Bomani Jones is on a hot streak. His podcast, The Right Time, took off during the pandemic. His new HBO sports talk show Game Theory, just got renewed for a second season. And hes thrilled, telling Fortune its a great time to be in this business. But it didnt all just happen overnightthe 42-year old Jones, who got a masters in economics before starting to work in sports media, has been preparing for this moment for decades, and it took plenty of failure to get here. 

Jones is now at the helm of a prestige cable show, but his skill set was honed over years in local and satellite radio stations, often on the brink of cancellation. And he goes out of his way to talk about his career lows, and how they help him keep his work in perspective. I am, you know, a fairly cocksure individual, but there is a humility thats present, Jones told Fortune

Getting knocked down sometimes isnt because theres something wrong with you. I think that thats an important thing that a lot of people need to hear, Jones added. He said hes learned to think of the stops in his career in the context of what they were, not the context of how they ended.

Jones shares a story from when he worked in local radio in North Carolina. After a successful season, he says he found out that his audience was up 200% and was preparing to ask for a raise. The next day, not only did the news break that the radio station was being sold, but also that his time slot had been given to someone else.

Years later, he scored the splashy star-vehicle ESPN show High Noon, a vehicle starring him and his friend Pablo Torre, only for it to be canceled after a two-year run because of low ratings. He told Fortune that he concluded ESPN was changing its programming choices, not that he need to change his approach. I could have the greatest version of High Noon that was possible [but] theres not a place in [ESPNs] line-up for that right now. Thats just not what they do, and that has zero to do with me.

He likens the canceled shows in his past to a formative experience: flunking out of his graduate schools economics Ph.D. program. Its not hard for me to talk about that, because Im legitimately not ashamed of it, he says. What I learned from when I flunked out of graduate school really was: Even if the problem was that these shows were terrible, thats not the worst thing in the world, either. What do I mean by that? I mean that if I did a bad show, then I did a bad show.

Despite the cancellation of High Noon, Jones continued working with ESPN, and has been with the network in some capacity for the past 20 years (Its kind of crazy to look back at it, he says). He had a long-running TV job on ESPN as the co-host of Highly Questionable and was a frequent guest on Around The Horn, created by High Noon producer Erik Rydholm. When his podcast started taking off in 2020, and Jones grew his audience by nearly 90%, it caught the attention of Warner Bros. Discovery. That led to a call from HBO in March 2021, and Game Theory premiered in March 2022 with a mix of analytical monologues, sketches, man-on-the-street segments, and interviews with guests from the sports world, such as ESPNs Stephen A. Smith.

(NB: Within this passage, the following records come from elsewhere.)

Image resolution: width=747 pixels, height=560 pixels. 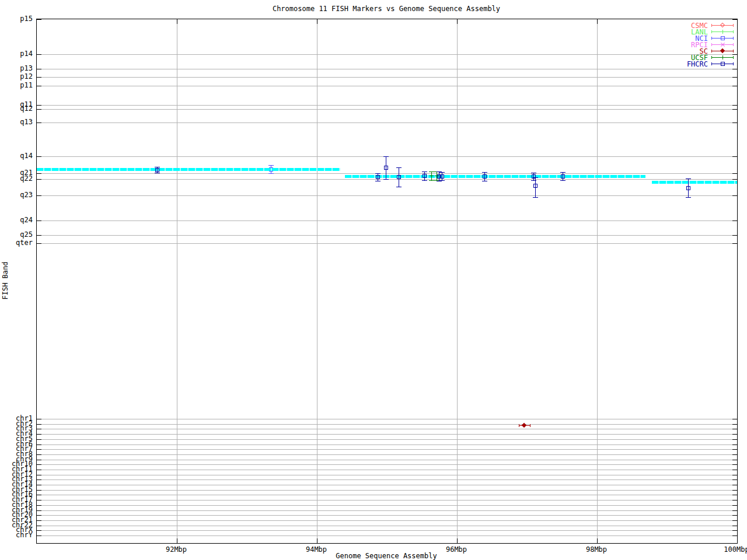 What do you see at coordinates (693, 58) in the screenshot?
I see `legend-label: UCSF` at bounding box center [693, 58].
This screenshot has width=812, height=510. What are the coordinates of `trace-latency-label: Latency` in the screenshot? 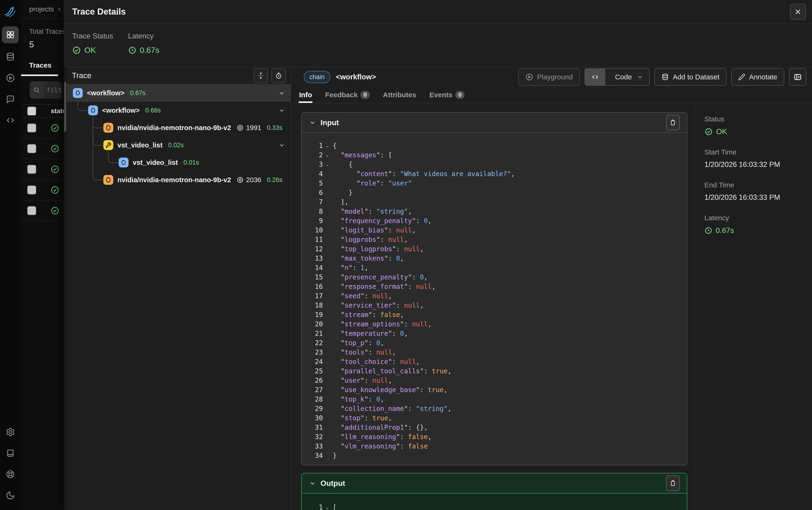 It's located at (156, 36).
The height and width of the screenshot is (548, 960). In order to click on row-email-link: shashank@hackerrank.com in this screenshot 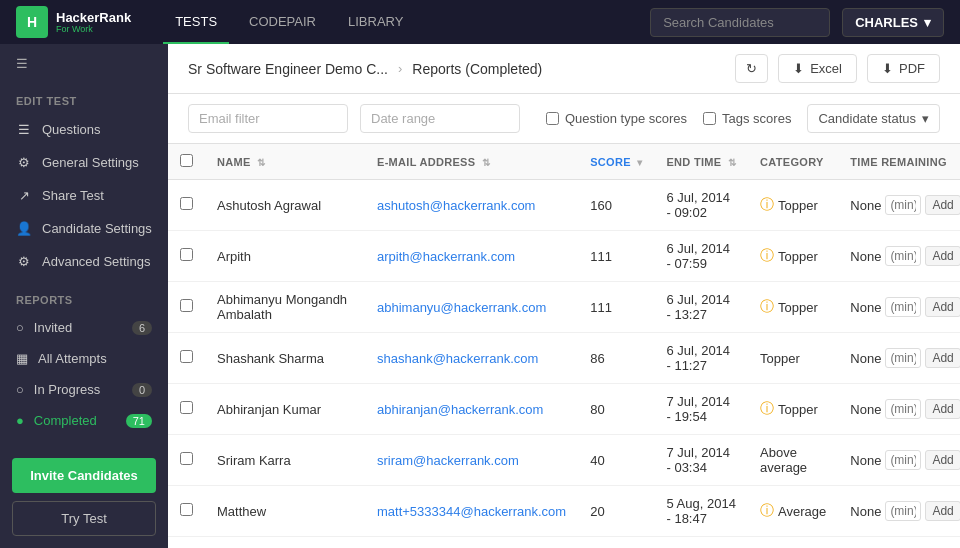, I will do `click(458, 358)`.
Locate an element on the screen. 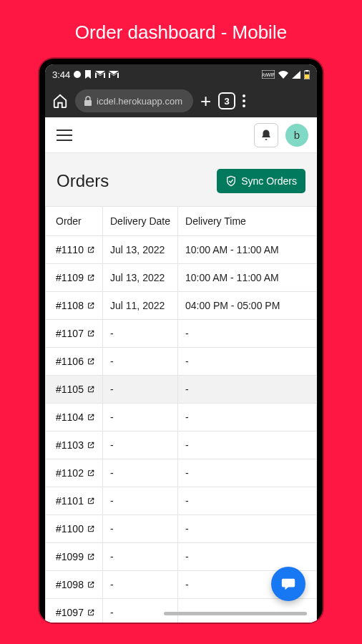  table-row: #1101-- is located at coordinates (182, 501).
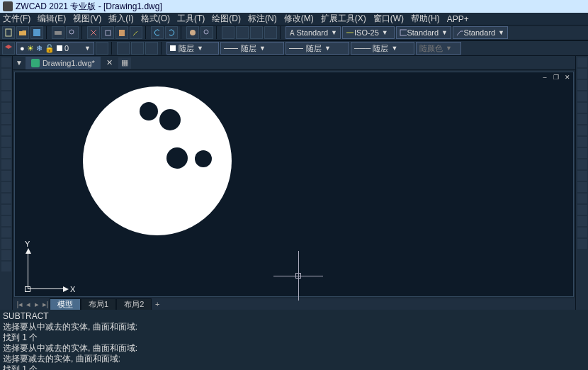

Jones said he really wanted the HBO opportunity and also wanted to continue his podcasting success with ESPN. I thought that I was going to have to quit my job, he says, but hes glad he can still keep doing what he does in both networks. This was never the plan. I just wound up here. 

Bomanis perspective on sports comes from a great base of knowledge, unexpected insights, and a sharp sense of humor. He shows us a different side of the conversation, why its important and why we should care, Nina Rosenstein, EVP of HBO Programming, told Deadline of the season two renewal of Game Theory in May 2022. The six-episode order for the first season was also expanded upon renewal.

It remains to be seen what will happen to Game Theory, which has struggled with ratings while winning critical acclaim. The show has managed a dose of virality on YouTube with Jones incisive takedown of the historical whiteness of Duke Universitys basketball program in season one, or his confrontation with YouTuber-turned-boxer Jake Paul in season two. 

He says his HBO show is the closest hes ever been to taking his vision and expressing it as clearly as possible, with the greatest resources ever made available to him. But all of his previous experiences have taught him that success will mean nothing if he has to compromise his voice.   

You want to do your work in the place where it gets the most visibility so long as you can stay true to what it is that youre doing, he says. Because once people can sniff that you not being true to yourself and what youre doing, then they dont care about anything else. It doesnt matter. Your credibility is gone once they dont believe that youre being true to you.